Read MoreAs exotic as the desert is, alluding to the mystical tales of Arabian Nights, a sustainable carbon-neutral project is certainly not the first thing one would associate with the landscape of folding sand dunes. To heighten the paradox, carbon neutrality is certainly not associated with a city which has grown wealthy from exporting black gold. Indeed cheap oil has facilitated urban sprawl across the United Arab Emirates and accounts for 70% of the nation’s gross domestic product (Crot, 2013, p. 2812; Reiche, 2010, p. 378). The newly completed Masdar City, designed by Foster + Partners therefore stands as a hopeful testament against all the stereotypes we have placed upon the Arabian Gulf.
Read MoreFurthermore, these centralised economies and globalisation have additional impacts, favouring industrial enterprise, which operate on global scales and forgetting that ecosystem management sometimes occurs at the local scale (Norgaard, 1997, p. 222). In essence therefore, the “fossil-fuel-driven economy” has had a direct impact on how we have developed our economies and marginalised our protection of the environment.
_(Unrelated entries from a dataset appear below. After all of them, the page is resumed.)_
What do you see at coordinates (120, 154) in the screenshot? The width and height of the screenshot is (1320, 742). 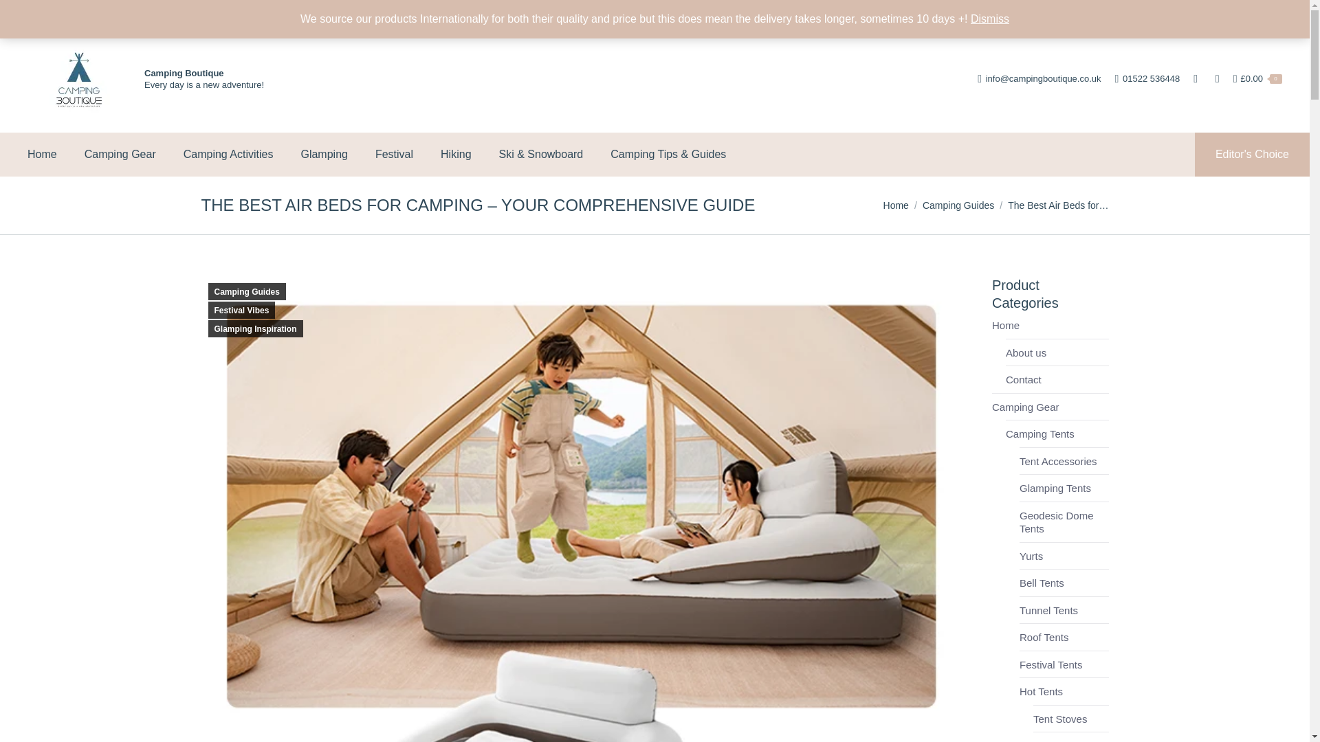 I see `Camping Gear` at bounding box center [120, 154].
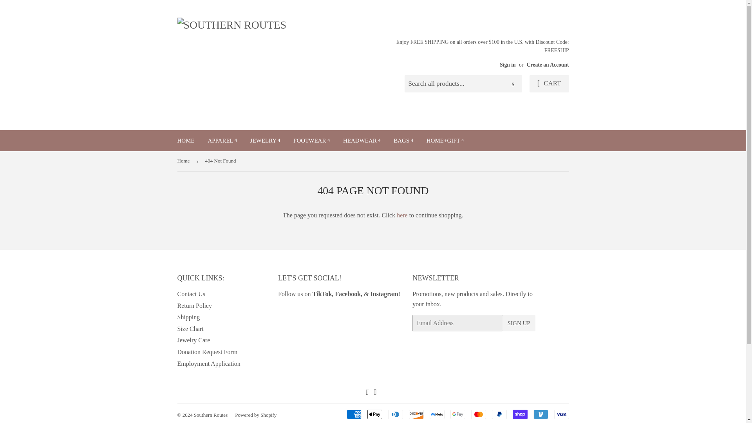 This screenshot has width=752, height=423. I want to click on Sign in, so click(507, 64).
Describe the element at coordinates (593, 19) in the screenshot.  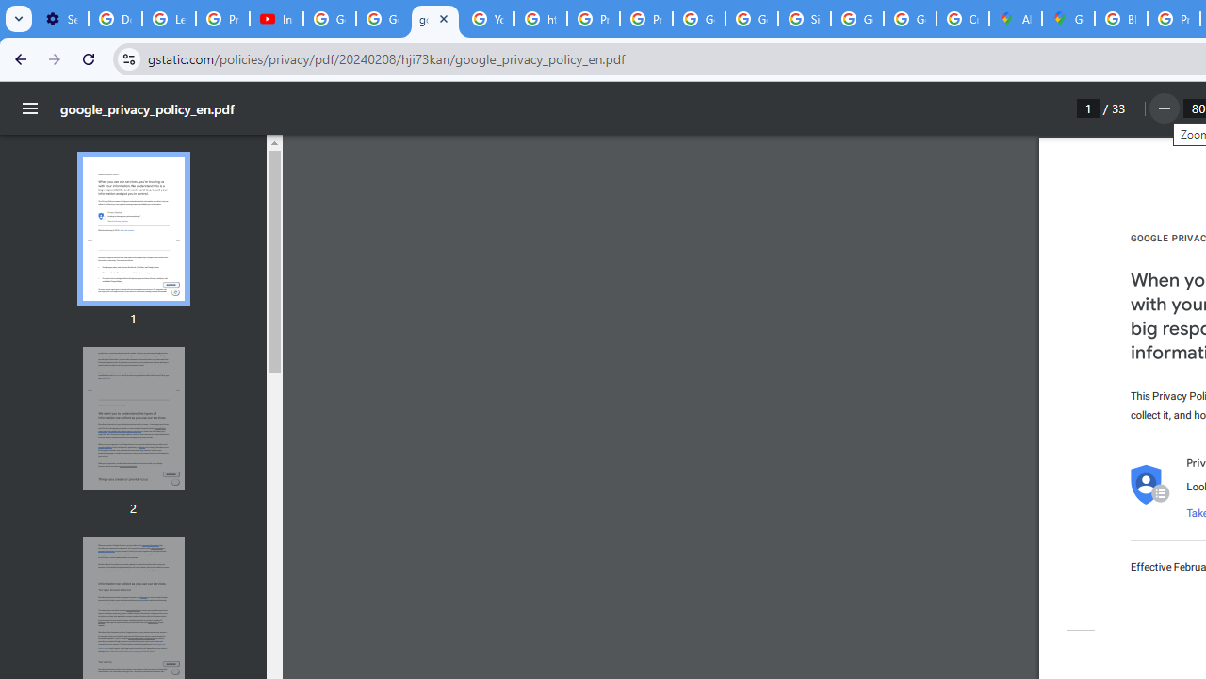
I see `Privacy Help Center - Policies Help` at that location.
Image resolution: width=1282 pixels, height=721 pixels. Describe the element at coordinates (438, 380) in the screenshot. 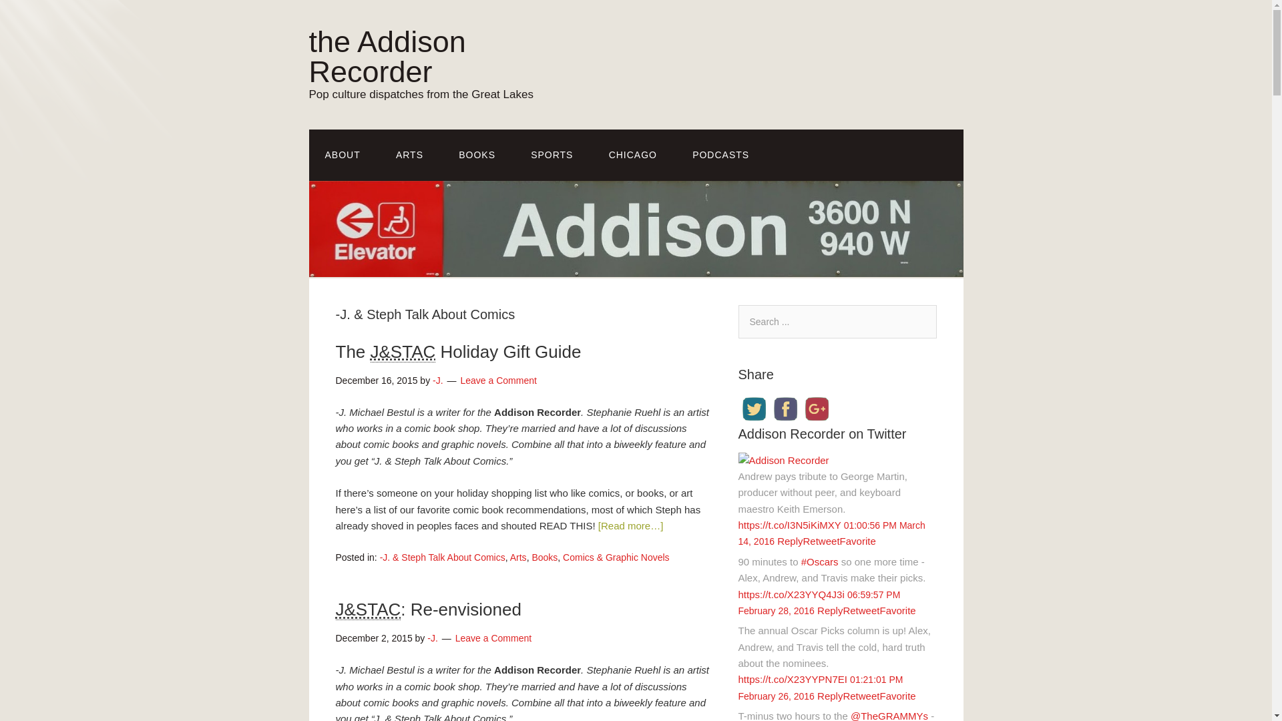

I see `Posts by -J.` at that location.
Read MoreA stone’s throw away from Sydney’s iconic monuments, the Opera House and the Harbour Bridge, is a seemingly unremarkable elliptical tower known simply by its address: One Bligh Street. Completed in 2011 by Architectus and Ingenhoven Architekten, this structure is certainly more than what it seems, having been praised as “Australia’s first ‘green skyscraper’” (Philip, 2012).
Read MoreWe often think that our small day to day habits and actions have no direct impacts on the environment. When compounded however, as this image above which caught my attention shows, our scale of impacts increases, our unintended consequences may magnify and prove to be far more unpredictable, as seen in the case of Dubai’s many artificial shoreline and island projects.
Read MoreThe emergent economies of the world are urbanising and developing at a rate unprecedented in human history and as such, they have sought new monuments to solidify their place in this brave new world. It has been clear that in the last thirty years, there has been “the increasing trend towards extreme spires and other extensions of tall buildings that do not enclose usable space” (CTBUH, 2013). The recently completed Burj Kalifa standing with a total height of 828 metres has a vanity height of 244 metres, 29% of the building is in fact unusable space devoted solely to achieving the height (CTBUH, 2013).
Read MoreIn a rather enjoyable yet confusing keynote speech in 2013, Chiliean architect Alejandro Aravena proclaimed that the key to sustainability would be achieved “in this generation, more psychiatrists, in the next generation, more breasts.” (ArchDaily, 2013). It was also for me, not at all evident in the commencement what the connection to therapy and breasts sustainability would have, and so I have decided to use this blog to decode his alternative explanation for achieving sustainable construction.